Reviews

Review: Paul Bunyan (Wilton's Music Hall)

ENO makes a strong case for this neglected operetta by Benjamin Britten and WH Auden

William Morgan as Hot Biscuit Slim and Rowan Pierce as Tiny in Paul Bunyan (ENO)
William Morgan as Hot Biscuit Slim and Rowan Pierce as Tiny in Paul Bunyan (ENO)
© Genevieve Girling

Did English National Opera get the venues mixed up when it chose two Britten operas to bookend the summer? Ghostly and claustrophobic, The Turn of the Screw seems tailor-made for Wilton's Music Hall while Paul Bunyan, the composer's bucolic, heavily populated operetta, could readily fill the Open Air Theatre with its rousing noise.

In the event the reverse decision was half-vindicated, for the Henry James ghost story cast a spell in the evening air at Regent's Park and has been one of the operatic events of the year. On the other hand, the rarely heard tale of a giant lumberjack who became a founding father of America barely fits inside crumbledown Wilton's and its week-long run has only been a sell-out because there are so few seats.

Paul Bunyan is a curio: a shapeless drama with an unseen hero (the titular giant is an offstage voice) and a car-crash of a libretto by WH Auden. The product of its composer's wartime sojourn in the US, the show predates Peter Grimes but was withdrawn by a chastened Britten soon after a disastrous premiere. Only when he unearthed it shortly before he died did he release it into the wild.

And wild it certainly is in Jamie Manton's inventive and resourceful production. The director takes his lead from Auden's text – much of it self-conscious verbiage for which the poet subsequently apologised – and serves up a riot of anachronistic ideas, for the most part well realised. All that's missing is a vein of emotional exhilaration.
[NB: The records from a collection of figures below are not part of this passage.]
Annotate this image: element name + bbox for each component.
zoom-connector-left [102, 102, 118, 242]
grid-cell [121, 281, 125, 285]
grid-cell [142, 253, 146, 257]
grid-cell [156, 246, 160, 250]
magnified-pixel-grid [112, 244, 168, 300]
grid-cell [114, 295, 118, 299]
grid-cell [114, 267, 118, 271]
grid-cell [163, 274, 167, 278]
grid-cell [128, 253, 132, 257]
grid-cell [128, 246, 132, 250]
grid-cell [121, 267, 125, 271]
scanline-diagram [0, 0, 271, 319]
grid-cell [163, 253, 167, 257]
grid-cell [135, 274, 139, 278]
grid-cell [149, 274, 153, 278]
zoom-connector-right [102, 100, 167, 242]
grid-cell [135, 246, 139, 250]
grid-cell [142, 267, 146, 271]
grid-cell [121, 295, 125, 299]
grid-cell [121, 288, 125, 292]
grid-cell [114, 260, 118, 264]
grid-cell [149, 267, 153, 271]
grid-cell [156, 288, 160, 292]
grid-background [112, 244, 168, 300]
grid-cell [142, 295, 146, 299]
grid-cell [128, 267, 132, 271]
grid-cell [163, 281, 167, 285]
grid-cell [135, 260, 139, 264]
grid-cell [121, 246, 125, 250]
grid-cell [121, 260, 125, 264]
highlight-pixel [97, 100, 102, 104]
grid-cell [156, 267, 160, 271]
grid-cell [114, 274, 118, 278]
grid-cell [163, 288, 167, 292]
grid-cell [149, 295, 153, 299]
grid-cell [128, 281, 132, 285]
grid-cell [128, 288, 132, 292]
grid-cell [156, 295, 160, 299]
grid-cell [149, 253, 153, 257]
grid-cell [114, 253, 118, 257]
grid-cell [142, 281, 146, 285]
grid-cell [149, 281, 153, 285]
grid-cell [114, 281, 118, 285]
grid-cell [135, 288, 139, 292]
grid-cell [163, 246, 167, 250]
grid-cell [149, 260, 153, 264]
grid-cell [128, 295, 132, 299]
The dynamic young conductor Matthew Kofi Waldren energises an ENO orchestra that's been splattered over the Wilton's walls in the quest to save space, and Camilla Clarke's economical designs make the best possible use of limited resources – although the lack of character definition means that Auden's cats, dog and geese appear confusingly human, while the creatives' obsession with Smeg fridges is just weird.

The storyline is neither here nor there, but tucked within the text are pearls that the young Britten set to some dizzyingly beautiful tunes. Paul Bunyan is closer to a musical than an opera and in this post-Sondheim age the score seems newly minted. It was well ahead of its time. The lament of Bunyan's daughter Tiny, "Mother O Mother", is a killer number, as is Hot Biscuit Slim's entrance song, "In fair days and in foul". But it's the chorus that has the lion's share, and ENO's choristers roar accordingly. Music of wonder, romance, slapstick, patter and blues – they get the lot and give it large.
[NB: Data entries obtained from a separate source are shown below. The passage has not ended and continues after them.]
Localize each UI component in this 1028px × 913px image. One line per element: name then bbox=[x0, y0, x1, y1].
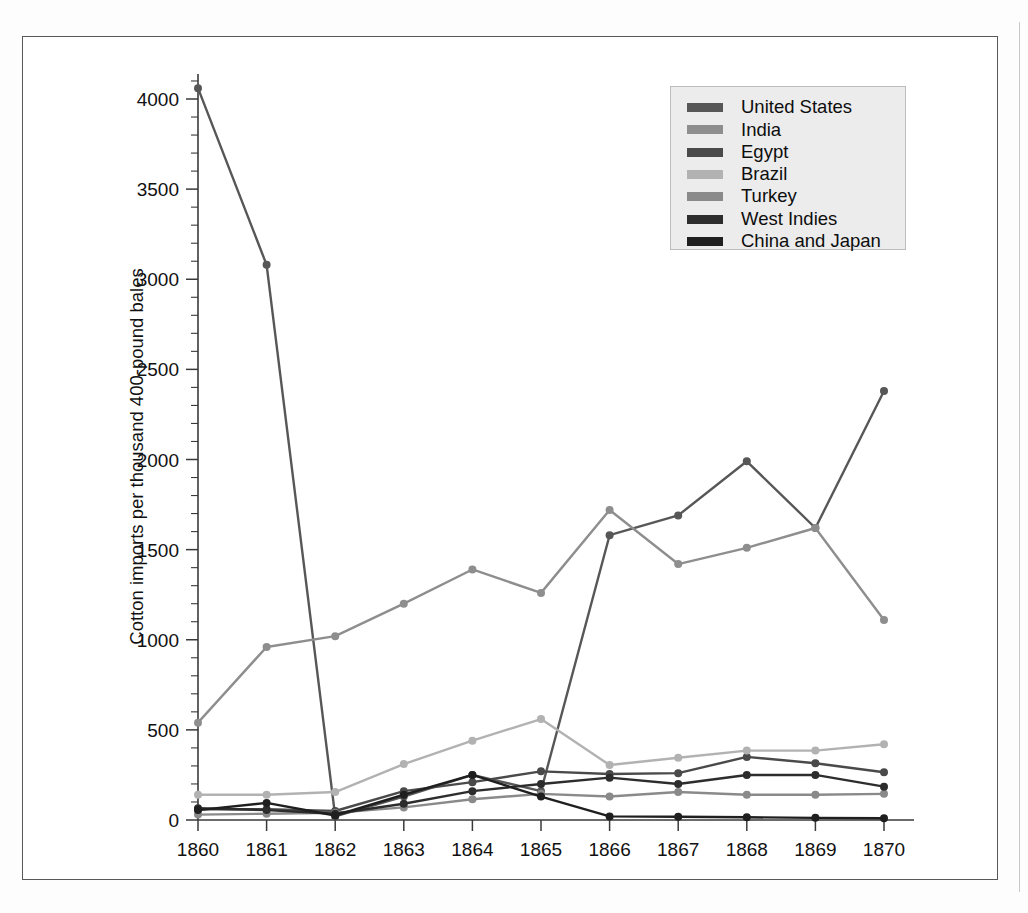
series-point bbox=[743, 771, 751, 779]
legend-item-china-and-japan[interactable]: China and Japan bbox=[687, 230, 881, 253]
x-tick-label: 1864 bbox=[451, 839, 494, 860]
series-point bbox=[400, 791, 408, 799]
x-tick-label: 1867 bbox=[657, 839, 699, 860]
series-point bbox=[400, 600, 408, 608]
series-point bbox=[811, 791, 819, 799]
legend-item-turkey[interactable]: Turkey bbox=[687, 185, 797, 208]
legend-swatch-icon bbox=[687, 215, 723, 224]
series-point bbox=[331, 811, 339, 819]
series-point bbox=[537, 589, 545, 597]
series-point bbox=[400, 800, 408, 808]
series-point bbox=[468, 771, 476, 779]
series-point bbox=[468, 795, 476, 803]
series-point bbox=[194, 806, 202, 814]
series-point bbox=[606, 761, 614, 769]
x-tick-label: 1868 bbox=[726, 839, 768, 860]
x-axis: 1860186118621863186418651866186718681869… bbox=[177, 820, 914, 860]
series-point bbox=[880, 768, 888, 776]
series-point bbox=[880, 740, 888, 748]
series-point bbox=[263, 806, 271, 814]
series-point bbox=[468, 787, 476, 795]
y-tick-label: 0 bbox=[168, 810, 179, 831]
series-point bbox=[811, 747, 819, 755]
series-point bbox=[400, 760, 408, 768]
series-point bbox=[880, 616, 888, 624]
series-point bbox=[194, 84, 202, 92]
series-point bbox=[880, 783, 888, 791]
legend-swatch-icon bbox=[687, 148, 723, 157]
series-point bbox=[674, 754, 682, 762]
y-axis-title-text: Cotton imports per thousand 400-pound ba… bbox=[126, 268, 147, 644]
series-point bbox=[331, 788, 339, 796]
x-tick-label: 1869 bbox=[794, 839, 836, 860]
series-point bbox=[743, 457, 751, 465]
y-tick-label: 4000 bbox=[137, 89, 179, 110]
series-point bbox=[468, 737, 476, 745]
series-point bbox=[811, 524, 819, 532]
series-point bbox=[537, 767, 545, 775]
series-point bbox=[263, 261, 271, 269]
legend-item-united-states[interactable]: United States bbox=[687, 96, 852, 119]
legend-item-label: China and Japan bbox=[741, 232, 881, 251]
series-point bbox=[606, 531, 614, 539]
legend-item-label: Brazil bbox=[741, 165, 787, 184]
legend-item-label: West Indies bbox=[741, 210, 837, 229]
series-point bbox=[811, 759, 819, 767]
series-point bbox=[674, 511, 682, 519]
x-tick-label: 1863 bbox=[383, 839, 425, 860]
series-point bbox=[468, 565, 476, 573]
legend-item-label: India bbox=[741, 121, 781, 140]
legend-swatch-icon bbox=[687, 103, 723, 112]
legend-item-india[interactable]: India bbox=[687, 118, 781, 141]
series-point bbox=[674, 788, 682, 796]
x-tick-label: 1865 bbox=[520, 839, 562, 860]
series-point bbox=[674, 560, 682, 568]
series-point bbox=[331, 632, 339, 640]
series-point bbox=[263, 799, 271, 807]
series-point bbox=[743, 791, 751, 799]
series-point bbox=[537, 793, 545, 801]
series-point bbox=[606, 774, 614, 782]
series-point bbox=[743, 747, 751, 755]
chart-legend: United StatesIndiaEgyptBrazilTurkeyWest … bbox=[670, 86, 906, 250]
x-tick-label: 1860 bbox=[177, 839, 219, 860]
series-point bbox=[263, 791, 271, 799]
x-tick-label: 1862 bbox=[314, 839, 356, 860]
series-point bbox=[674, 780, 682, 788]
series-point bbox=[194, 719, 202, 727]
series-point bbox=[674, 813, 682, 821]
series-point bbox=[743, 813, 751, 821]
series-point bbox=[606, 506, 614, 514]
series-point bbox=[468, 778, 476, 786]
series-point bbox=[880, 814, 888, 822]
series-point bbox=[194, 791, 202, 799]
legend-swatch-icon bbox=[687, 237, 723, 246]
legend-item-label: Egypt bbox=[741, 143, 788, 162]
page-background: 05001000150020002500300035004000 1860186… bbox=[0, 0, 1028, 913]
series-point bbox=[537, 715, 545, 723]
series-point bbox=[880, 790, 888, 798]
legend-item-brazil[interactable]: Brazil bbox=[687, 163, 787, 186]
y-tick-label: 3500 bbox=[137, 179, 179, 200]
legend-item-egypt[interactable]: Egypt bbox=[687, 141, 788, 164]
legend-item-west-indies[interactable]: West Indies bbox=[687, 208, 837, 231]
y-axis-title: Cotton imports per thousand 400-pound ba… bbox=[126, 268, 147, 644]
series-point bbox=[537, 780, 545, 788]
series-point bbox=[811, 771, 819, 779]
legend-swatch-icon bbox=[687, 192, 723, 201]
series-point bbox=[606, 793, 614, 801]
series-point bbox=[743, 544, 751, 552]
series-point bbox=[880, 387, 888, 395]
x-tick-label: 1861 bbox=[245, 839, 287, 860]
series-china-and-japan bbox=[194, 771, 888, 822]
series-india bbox=[194, 506, 888, 727]
legend-item-label: United States bbox=[741, 98, 852, 117]
series-point bbox=[606, 812, 614, 820]
x-tick-label: 1870 bbox=[863, 839, 905, 860]
y-tick-label: 500 bbox=[147, 720, 179, 741]
series-point bbox=[263, 643, 271, 651]
x-tick-label: 1866 bbox=[588, 839, 630, 860]
legend-swatch-icon bbox=[687, 125, 723, 134]
series-point bbox=[811, 814, 819, 822]
legend-swatch-icon bbox=[687, 170, 723, 179]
While it may be understandable in this overly male-skewed work that ENO has replaced the narrator, a ballad singer, with a trio of women, something is lost in translation. Intrinsically excellent though they are, and through no fault of their own, the three singers' operatic timbres don't sit comfortably with the laconic material. On the other hand our two recent WhatsOnStage interviewees, tenor Elgan Llŷr Thomas as Johnny Inkslinger and Rowan Pierce as Tiny, turn in scorching performances as Johnny Inkslinger and Tiny respectively.
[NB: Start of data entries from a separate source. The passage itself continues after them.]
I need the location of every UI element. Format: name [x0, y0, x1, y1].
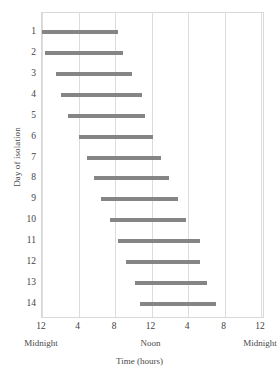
- sleep-bar-day-7: [87, 156, 161, 160]
- sleep-bar-day-10: [110, 218, 187, 222]
- gridline-4h: [79, 13, 80, 317]
- x-period-label-24h: Midnight: [220, 337, 279, 349]
- y-tick-label-8: 8: [0, 172, 36, 182]
- sleep-bar-day-5: [68, 114, 145, 118]
- plot-area: [41, 12, 264, 318]
- x-tick-label-0h: 12: [26, 320, 56, 332]
- sleep-bar-day-3: [56, 72, 133, 76]
- x-period-label-0h: Midnight: [1, 337, 81, 349]
- x-tick-label-8h: 8: [99, 320, 129, 332]
- y-tick-label-14: 14: [0, 298, 36, 308]
- sleep-bar-day-13: [135, 281, 207, 285]
- y-tick-label-11: 11: [0, 235, 36, 245]
- sleep-bar-day-1: [42, 30, 118, 34]
- gridline-20h: [225, 13, 226, 317]
- x-tick-label-16h: 4: [172, 320, 202, 332]
- y-tick-label-12: 12: [0, 256, 36, 266]
- x-tick-label-24h: 12: [245, 320, 275, 332]
- sleep-bar-day-12: [126, 260, 200, 264]
- gridline-24h: [261, 13, 262, 317]
- sleep-bar-day-4: [61, 93, 141, 97]
- x-axis-title: Time (hours): [0, 356, 279, 366]
- y-tick-label-7: 7: [0, 152, 36, 162]
- y-tick-label-5: 5: [0, 110, 36, 120]
- y-tick-label-3: 3: [0, 68, 36, 78]
- x-axis-tick-labels: 1248124812: [0, 320, 279, 334]
- sleep-bar-day-11: [118, 239, 200, 243]
- sleep-bar-day-2: [45, 51, 124, 55]
- y-tick-label-9: 9: [0, 193, 36, 203]
- x-axis-period-labels: MidnightNoonMidnight: [0, 337, 279, 351]
- sleep-bar-day-8: [94, 176, 169, 180]
- x-tick-label-20h: 8: [209, 320, 239, 332]
- x-tick-label-12h: 12: [136, 320, 166, 332]
- x-period-label-12h: Noon: [111, 337, 191, 349]
- sleep-isolation-chart: Day of isolation 1234567891011121314 124…: [0, 0, 279, 377]
- sleep-bar-day-6: [79, 135, 153, 139]
- gridline-12h: [152, 13, 153, 317]
- y-tick-label-6: 6: [0, 131, 36, 141]
- y-tick-label-2: 2: [0, 47, 36, 57]
- gridline-16h: [188, 13, 189, 317]
- gridline-8h: [115, 13, 116, 317]
- sleep-bar-day-14: [140, 302, 217, 306]
- y-tick-label-1: 1: [0, 26, 36, 36]
- gridline-0h: [42, 13, 43, 317]
- y-tick-label-4: 4: [0, 89, 36, 99]
- y-tick-label-10: 10: [0, 214, 36, 224]
- x-tick-label-4h: 4: [63, 320, 93, 332]
- y-tick-label-13: 13: [0, 277, 36, 287]
- sleep-bar-day-9: [101, 197, 178, 201]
The rest of the ensemble cast is practically flawless and includes several meaty roles for members of the ENO Chorus. There are impeccably sung turns by Fflur Wyn as Fido, David Newman as an entertainingly stuttery Western Union Boy and Matthew Durkan as Hel Helson, the troubled foreman who in this pre-Oklahoma! show is Jud Fry to the charismatic Curly of William Morgan's Slim. Only Simon Russell Beale as Bunyan lacks presence, but that's because he's pre-recorded. Such a pity. A flesh-and-blood Paul would have helped add that missing spark.